The next part finds a multiplier so we get a boost for explaining rounds/channels with the largest error before we include Aldoc. This multiplier, AbsErrorFactor is given by:
AbsErrorFactor = AbsoluteErrorNoAldoc./prctile(AbsoluteErrorNoAldoc',
o.ompScore_LargeErrorPrcntileThresh
)'
This is shown in the first plot below, and we then clamp it between 1 and ompScore_LargeErrorMax
as indicated in the second plot.
We then modify this to neglect rounds that already have a positive gene which passes a low threshold. For example, from the two coefficient images, it is clear that this Aldoc spot overalps with an Id2 spot. From the image below, showing the SpotColor with Id2 unbled code highlighted), we can see that the round 4, color channel 3 is in the unbled code of both Aldoc and Id2. Thus we set round 4, channel 3 to 0 in the Final AbsErrorFactor shown in the third plot above. The idea behind this is that each gene must have a unique contribution - it must explain something independent of what other genes are present.
Finally, we combine all the factors. We first turn NormModScore into an exponential through: ExpNormModScore = (exp(NormModScore*log(2))-1)
, as shown in the first plot below. We do this to put a lower bound on how bad a single round can be (the log(2) factor is so maximum and minimum possible ExpNormModScore have the same absolute value).

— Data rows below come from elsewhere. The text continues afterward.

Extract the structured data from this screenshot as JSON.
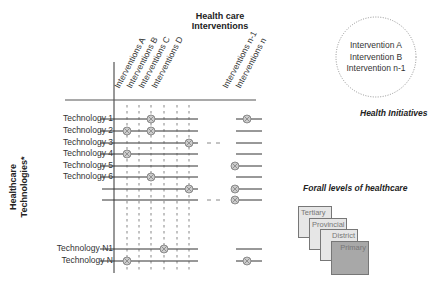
{
  "header": {
    "title_line1": "Health care",
    "title_line2": "Interventions"
  },
  "columns": [
    {
      "label": "Interventions A",
      "x": 127
    },
    {
      "label": "Interventions B",
      "x": 139
    },
    {
      "label": "Interventions C",
      "x": 151
    },
    {
      "label": "Interventions D",
      "x": 164
    },
    {
      "label": "Interventions n-1",
      "x": 235
    },
    {
      "label": "Interventions n",
      "x": 248
    }
  ],
  "y_axis_label_line1": "Healthcare",
  "y_axis_label_line2": "Technologies*",
  "rows": [
    {
      "label": "Technology 1",
      "y": 119
    },
    {
      "label": "Technology 2",
      "y": 131
    },
    {
      "label": "Technology 3",
      "y": 143
    },
    {
      "label": "Technology 4",
      "y": 154
    },
    {
      "label": "Technology 5",
      "y": 166
    },
    {
      "label": "Technology 6",
      "y": 177
    },
    {
      "label": "",
      "y": 189
    },
    {
      "label": "",
      "y": 200
    },
    {
      "label": "Technology N1",
      "y": 249
    },
    {
      "label": "Technology N",
      "y": 261
    }
  ],
  "markers": [
    {
      "row": "Technology 1",
      "x": 151
    },
    {
      "row": "Technology 1",
      "x": 247
    },
    {
      "row": "Technology 2",
      "x": 127
    },
    {
      "row": "Technology 2",
      "x": 151
    },
    {
      "row": "Technology 3",
      "x": 189
    },
    {
      "row": "Technology 4",
      "x": 127
    },
    {
      "row": "Technology 5",
      "x": 235
    },
    {
      "row": "Technology 6",
      "x": 151
    },
    {
      "row": "row 7",
      "x": 189
    },
    {
      "row": "row 7",
      "x": 235
    },
    {
      "row": "row 8",
      "x": 235
    },
    {
      "row": "Technology N1",
      "x": 164
    },
    {
      "row": "Technology N",
      "x": 127
    },
    {
      "row": "Technology N",
      "x": 247
    }
  ],
  "health_initiatives": {
    "items": [
      "Intervention  A",
      "Intervention  B",
      "Intervention  n-1"
    ],
    "label": "Health Initiatives"
  },
  "levels": {
    "title": "Forall levels of healthcare",
    "items": [
      "Tertiary",
      "Provincial",
      "District",
      "Primary"
    ]
  },
  "colors": {
    "line": "#333333",
    "marker_fill": "#cccccc",
    "primary_fill": "#a8a8a8",
    "level_fill": "#e6e6e6"
  }
}
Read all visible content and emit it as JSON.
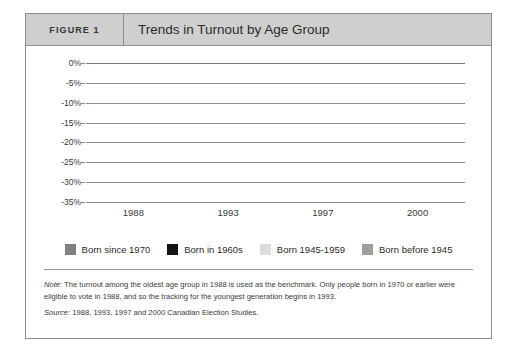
{
  "header": {
    "figure_number": "FIGURE 1",
    "title": "Trends in Turnout by Age Group"
  },
  "chart_data": {
    "type": "bar",
    "title": "Trends in Turnout by Age Group",
    "xlabel": "",
    "ylabel": "",
    "categories": [
      "1988",
      "1993",
      "1997",
      "2000"
    ],
    "ylim": [
      -35,
      0
    ],
    "yticks": [
      0,
      -5,
      -10,
      -15,
      -20,
      -25,
      -30,
      -35
    ],
    "ytick_labels": [
      "0%",
      "-5%",
      "-10%",
      "-15%",
      "-20%",
      "-25%",
      "-30%",
      "-35%"
    ],
    "grid": true,
    "legend_position": "bottom",
    "series": [
      {
        "name": "Born before 1945",
        "color": "#9e9e9e",
        "order": 0,
        "values": [
          0,
          -1.8,
          -5.0,
          -4.2
        ]
      },
      {
        "name": "Born 1945-1959",
        "color": "#dcdcdc",
        "order": 1,
        "values": [
          -5.2,
          -5.2,
          -6.8,
          -6.4
        ]
      },
      {
        "name": "Born in 1960s",
        "color": "#141414",
        "order": 2,
        "values": [
          -17.0,
          -16.2,
          -17.2,
          -17.0
        ]
      },
      {
        "name": "Born since 1970",
        "color": "#808080",
        "order": 3,
        "values": [
          null,
          -19.2,
          -28.2,
          -32.2
        ]
      }
    ],
    "legend_order": [
      "Born since 1970",
      "Born in 1960s",
      "Born 1945-1959",
      "Born before 1945"
    ]
  },
  "legend": [
    {
      "label": "Born since 1970",
      "color": "#808080"
    },
    {
      "label": "Born in 1960s",
      "color": "#141414"
    },
    {
      "label": "Born 1945-1959",
      "color": "#dcdcdc"
    },
    {
      "label": "Born before 1945",
      "color": "#9e9e9e"
    }
  ],
  "notes": {
    "note_lead": "Note:",
    "note_text": " The turnout among the oldest age group in 1988 is used as the benchmark. Only people born in 1970 or earlier were eligible to vote in 1988, and so the tracking for the youngest generation begins in 1993.",
    "source_lead": "Source:",
    "source_text": " 1988, 1993, 1997 and 2000 Canadian Election Studies."
  }
}
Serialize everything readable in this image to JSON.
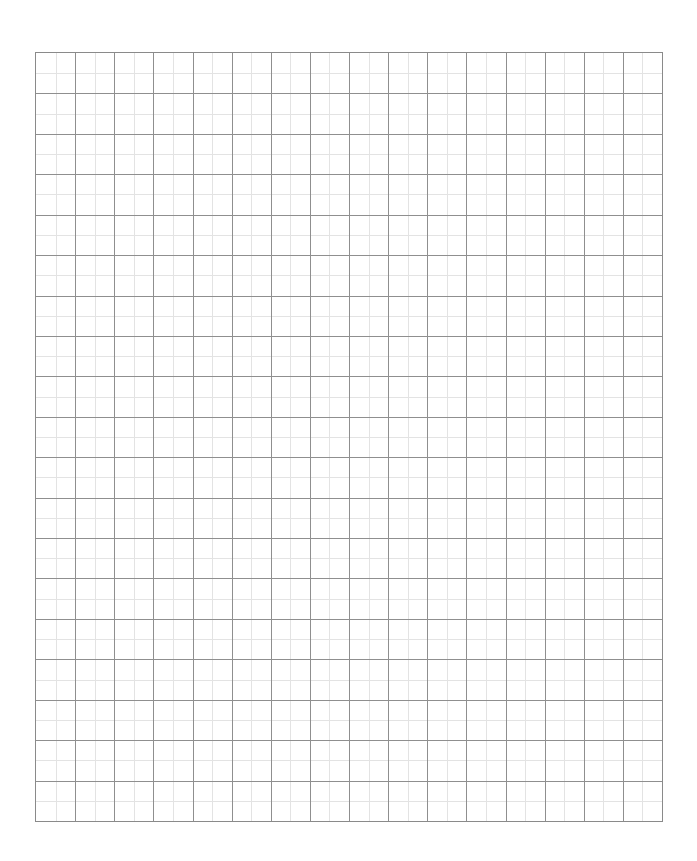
{
  "page": {
    "background": "#ffffff"
  },
  "grid": {
    "columns": 16,
    "rows": 19,
    "subdivisions": 2,
    "major_line_color": "#8f8f8f",
    "minor_line_color": "#e3e3e3",
    "border_color": "#8a8a8a"
  }
}
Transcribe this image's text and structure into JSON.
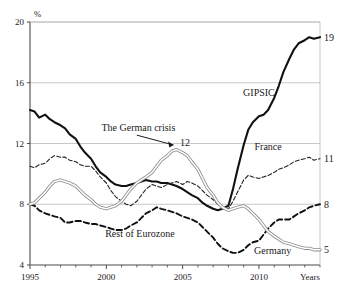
{
  "chart_data": {
    "type": "line",
    "title": "",
    "xlabel": "Years",
    "ylabel": "%",
    "xlim": [
      1995,
      2014
    ],
    "ylim": [
      4,
      20
    ],
    "yticks": [
      4,
      8,
      12,
      16,
      20
    ],
    "xticks": [
      1995,
      2000,
      2005,
      2010
    ],
    "xtick_labels": [
      "1995",
      "2000",
      "2005",
      "2010"
    ],
    "ytick_labels": [
      "4",
      "8",
      "12",
      "16",
      "20"
    ],
    "grid": "horizontal",
    "legend_position": "inline-labels",
    "annotations": [
      {
        "text": "The German crisis",
        "points_to_series": "Germany",
        "points_to_value": 12,
        "points_to_year": 2004.7
      },
      {
        "text": "12",
        "year": 2004.7,
        "value": 12
      }
    ],
    "series": [
      {
        "name": "GIPSIC",
        "style": "solid-thick-black",
        "color": "#111111",
        "end_label": "19",
        "label_x": 2010.0,
        "label_y": 15.1,
        "x": [
          1995.0,
          1995.3,
          1995.6,
          1996.0,
          1996.3,
          1996.6,
          1997.0,
          1997.3,
          1997.6,
          1998.0,
          1998.3,
          1998.6,
          1999.0,
          1999.3,
          1999.6,
          2000.0,
          2000.3,
          2000.6,
          2001.0,
          2001.3,
          2001.6,
          2002.0,
          2002.3,
          2002.6,
          2003.0,
          2003.3,
          2003.6,
          2004.0,
          2004.3,
          2004.6,
          2005.0,
          2005.3,
          2005.6,
          2006.0,
          2006.3,
          2006.6,
          2007.0,
          2007.3,
          2007.6,
          2008.0,
          2008.3,
          2008.6,
          2009.0,
          2009.3,
          2009.6,
          2010.0,
          2010.3,
          2010.6,
          2011.0,
          2011.3,
          2011.6,
          2012.0,
          2012.3,
          2012.6,
          2013.0,
          2013.3,
          2013.6,
          2014.0
        ],
        "y": [
          14.2,
          14.1,
          13.7,
          13.9,
          13.6,
          13.4,
          13.2,
          13.0,
          12.6,
          12.3,
          11.8,
          11.4,
          11.0,
          10.5,
          10.1,
          9.8,
          9.5,
          9.3,
          9.2,
          9.2,
          9.3,
          9.4,
          9.5,
          9.6,
          9.5,
          9.5,
          9.4,
          9.4,
          9.3,
          9.2,
          9.0,
          8.8,
          8.6,
          8.4,
          8.1,
          7.9,
          7.7,
          7.6,
          7.7,
          7.9,
          9.0,
          10.3,
          11.9,
          12.9,
          13.4,
          13.8,
          13.9,
          14.2,
          15.0,
          15.8,
          16.7,
          17.6,
          18.2,
          18.6,
          18.8,
          19.0,
          18.9,
          19.0
        ]
      },
      {
        "name": "France",
        "style": "dashed-thin-black",
        "color": "#222222",
        "end_label": "11",
        "label_x": 2010.6,
        "label_y": 11.6,
        "x": [
          1995.0,
          1995.3,
          1995.6,
          1996.0,
          1996.3,
          1996.6,
          1997.0,
          1997.3,
          1997.6,
          1998.0,
          1998.3,
          1998.6,
          1999.0,
          1999.3,
          1999.6,
          2000.0,
          2000.3,
          2000.6,
          2001.0,
          2001.3,
          2001.6,
          2002.0,
          2002.3,
          2002.6,
          2003.0,
          2003.3,
          2003.6,
          2004.0,
          2004.3,
          2004.6,
          2005.0,
          2005.3,
          2005.6,
          2006.0,
          2006.3,
          2006.6,
          2007.0,
          2007.3,
          2007.6,
          2008.0,
          2008.3,
          2008.6,
          2009.0,
          2009.3,
          2009.6,
          2010.0,
          2010.3,
          2010.6,
          2011.0,
          2011.3,
          2011.6,
          2012.0,
          2012.3,
          2012.6,
          2013.0,
          2013.3,
          2013.6,
          2014.0
        ],
        "y": [
          10.5,
          10.4,
          10.6,
          10.7,
          11.0,
          11.2,
          11.1,
          11.1,
          10.9,
          10.8,
          10.6,
          10.5,
          10.5,
          10.2,
          9.8,
          9.4,
          8.9,
          8.5,
          8.2,
          8.0,
          7.9,
          8.2,
          8.6,
          9.0,
          9.3,
          9.2,
          9.1,
          9.3,
          9.4,
          9.5,
          9.3,
          9.5,
          9.4,
          9.2,
          8.9,
          8.6,
          8.3,
          8.0,
          7.8,
          7.7,
          8.2,
          8.8,
          9.6,
          9.9,
          9.8,
          9.7,
          9.8,
          9.9,
          10.1,
          10.3,
          10.4,
          10.6,
          10.8,
          10.9,
          11.0,
          11.1,
          10.9,
          11.0
        ]
      },
      {
        "name": "Rest of Eurozone",
        "style": "dashed-thick-black",
        "color": "#111111",
        "end_label": "8",
        "label_x": 2002.2,
        "label_y": 5.85,
        "x": [
          1995.0,
          1995.3,
          1995.6,
          1996.0,
          1996.3,
          1996.6,
          1997.0,
          1997.3,
          1997.6,
          1998.0,
          1998.3,
          1998.6,
          1999.0,
          1999.3,
          1999.6,
          2000.0,
          2000.3,
          2000.6,
          2001.0,
          2001.3,
          2001.6,
          2002.0,
          2002.3,
          2002.6,
          2003.0,
          2003.3,
          2003.6,
          2004.0,
          2004.3,
          2004.6,
          2005.0,
          2005.3,
          2005.6,
          2006.0,
          2006.3,
          2006.6,
          2007.0,
          2007.3,
          2007.6,
          2008.0,
          2008.3,
          2008.6,
          2009.0,
          2009.3,
          2009.6,
          2010.0,
          2010.3,
          2010.6,
          2011.0,
          2011.3,
          2011.6,
          2012.0,
          2012.3,
          2012.6,
          2013.0,
          2013.3,
          2013.6,
          2014.0
        ],
        "y": [
          8.0,
          7.9,
          7.6,
          7.4,
          7.3,
          7.2,
          7.1,
          6.8,
          6.8,
          6.9,
          6.9,
          6.8,
          6.7,
          6.7,
          6.6,
          6.5,
          6.4,
          6.3,
          6.3,
          6.4,
          6.6,
          6.8,
          7.1,
          7.4,
          7.6,
          7.8,
          7.7,
          7.6,
          7.5,
          7.4,
          7.2,
          7.1,
          7.0,
          6.8,
          6.5,
          6.2,
          5.8,
          5.4,
          5.1,
          4.9,
          4.8,
          4.8,
          5.0,
          5.3,
          5.5,
          5.6,
          6.0,
          6.4,
          6.8,
          7.0,
          7.0,
          7.0,
          7.2,
          7.4,
          7.6,
          7.8,
          7.9,
          8.0
        ]
      },
      {
        "name": "Germany",
        "style": "double-outline-grey",
        "color": "#8c8c8c",
        "end_label": "5",
        "label_x": 2010.9,
        "label_y": 4.7,
        "x": [
          1995.0,
          1995.3,
          1995.6,
          1996.0,
          1996.3,
          1996.6,
          1997.0,
          1997.3,
          1997.6,
          1998.0,
          1998.3,
          1998.6,
          1999.0,
          1999.3,
          1999.6,
          2000.0,
          2000.3,
          2000.6,
          2001.0,
          2001.3,
          2001.6,
          2002.0,
          2002.3,
          2002.6,
          2003.0,
          2003.3,
          2003.6,
          2004.0,
          2004.3,
          2004.6,
          2005.0,
          2005.3,
          2005.6,
          2006.0,
          2006.3,
          2006.6,
          2007.0,
          2007.3,
          2007.6,
          2008.0,
          2008.3,
          2008.6,
          2009.0,
          2009.3,
          2009.6,
          2010.0,
          2010.3,
          2010.6,
          2011.0,
          2011.3,
          2011.6,
          2012.0,
          2012.3,
          2012.6,
          2013.0,
          2013.3,
          2013.6,
          2014.0
        ],
        "y": [
          8.0,
          8.1,
          8.4,
          8.8,
          9.2,
          9.5,
          9.6,
          9.5,
          9.4,
          9.2,
          8.9,
          8.6,
          8.3,
          8.0,
          7.8,
          7.7,
          7.8,
          7.9,
          8.2,
          8.6,
          9.0,
          9.4,
          9.6,
          9.8,
          10.1,
          10.5,
          10.9,
          11.2,
          11.5,
          11.6,
          11.4,
          11.2,
          10.8,
          10.3,
          9.7,
          9.1,
          8.6,
          8.1,
          7.8,
          7.6,
          7.7,
          7.8,
          7.9,
          7.7,
          7.4,
          7.0,
          6.6,
          6.2,
          5.9,
          5.7,
          5.5,
          5.4,
          5.3,
          5.2,
          5.1,
          5.1,
          5.0,
          5.0
        ]
      }
    ]
  },
  "axis": {
    "y_unit": "%",
    "x_title": "Years"
  },
  "colors": {
    "grid": "#b9b9b9",
    "axis": "#4a4a4a",
    "text": "#1a1a1a",
    "gipsic": "#111111",
    "france": "#222222",
    "rest_of_eurozone": "#111111",
    "germany": "#8c8c8c"
  }
}
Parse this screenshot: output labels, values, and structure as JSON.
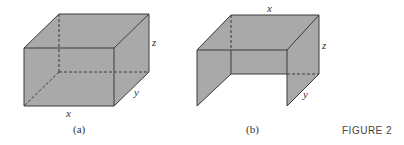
{
  "figure": {
    "caption": "FIGURE 2",
    "panels": [
      {
        "id": "a",
        "subcaption": "(a)",
        "description": "Closed rectangular box with dimensions x, y, z",
        "labels": {
          "x": "x",
          "y": "y",
          "z": "z"
        }
      },
      {
        "id": "b",
        "subcaption": "(b)",
        "description": "Open box with top, back, and two side panels; front and bottom absent",
        "labels": {
          "x": "x",
          "y": "y",
          "z": "z"
        }
      }
    ],
    "colors": {
      "face": "#a9a9a9",
      "edge": "#3a3a3a"
    }
  }
}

We then multiply this by the Final AbsErrorFactor to give the second plot. Lastly, we multiply this by a normalisation factor, nRoundsUsedNorm
so as not to penalise spots where less rounds are used i.e. here only 4 of the 7 rounds are used so nRoundsUsedNorm = 7/4
. We also clamp the final score between -o.ompScore_LargeErrorMax
and o.ompScore_LargeErrorMax
. This gives the final plot, and the sum of the final plot is 7.71 which is the final score.